Trivulous & Frivial: A Tale Of Two Cards

Here in the city of anglez, membership has its privileges on all sorts of levels — one of them being preferred access to the variety of municipal pay tennis facilities (8) and golf courses (10). It doesn’t come free, of course. There’s an annual fee attached to each; $15 for swatters of the fuzzy ball and $25 for whackers of the dimpled one.

Nor does possession of the respective pieces of plastic grant you free passage onto those fields of play. It’s $8 an hour for tennis and a varying fee depending on what set of holes you want to play on. Basically all the cards do is allow the city to collect some personal information on you in exchange for being provided a member number with which to navigate through moderately clunky automated systems to schedule a court or a tee time, depending on availability.

Certainly walk-ups are welcome but without a reservation the risk of standing around and waiting is always a possibility.
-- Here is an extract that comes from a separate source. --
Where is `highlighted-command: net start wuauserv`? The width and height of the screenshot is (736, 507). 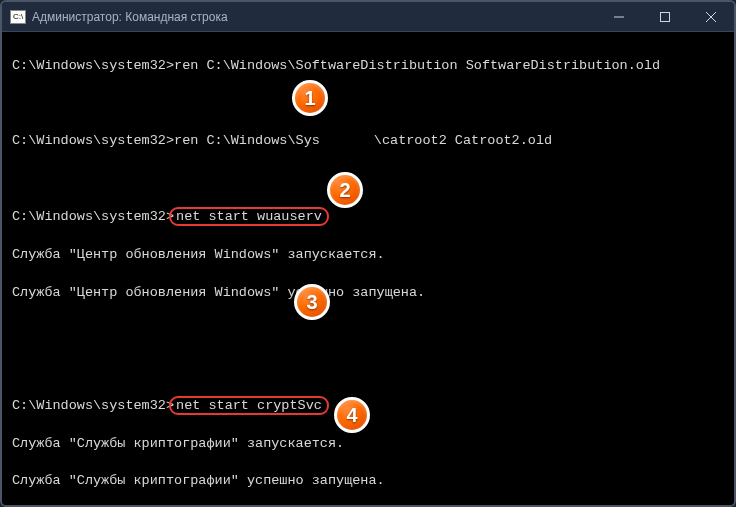
highlighted-command: net start wuauserv is located at coordinates (249, 216).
Anyway, I had previously possessed both of these cards, but let my tennis one lapse when I decided to confine my on-court antics to the downtown YMCA’s rooftop courts. I failed to renew my golf one when I entered into that two-year period of not picking up my clubs (except to move them to the basement).

But after my round at Roosevelt last month with my friend Joseph Mailander, wherein I learned he’s also a player of tennis, I figured it was time to re-up to better enable and speed any future play dates. And now both have arrived, though sadly only after having to print out applications and employ stamps and envelopes and checks and photocopies of proof of residency like it’s 1995, not with the online ease one might otherwise expect to be the standard today.

PS. Speaking of archaic, someone with big enough golfballs in the Golf Division of the L.A Dept. of Recreation & Parks needs to march up to their boss who needs to march up to their boss and teach them two words: graphic artist. If there’s ever a card that needs some visual stimulation, it’s that one. And can somebody help that poor hunchbacked guy zip up his fly, dammit?

PSS. Yeah, you’re funny, but no the “D” on the golf card is not indicative — at least not intentionally — of the level of my game. It’s one of four rotating priority designations allowing early tee-time access on specific weekends throughout the year.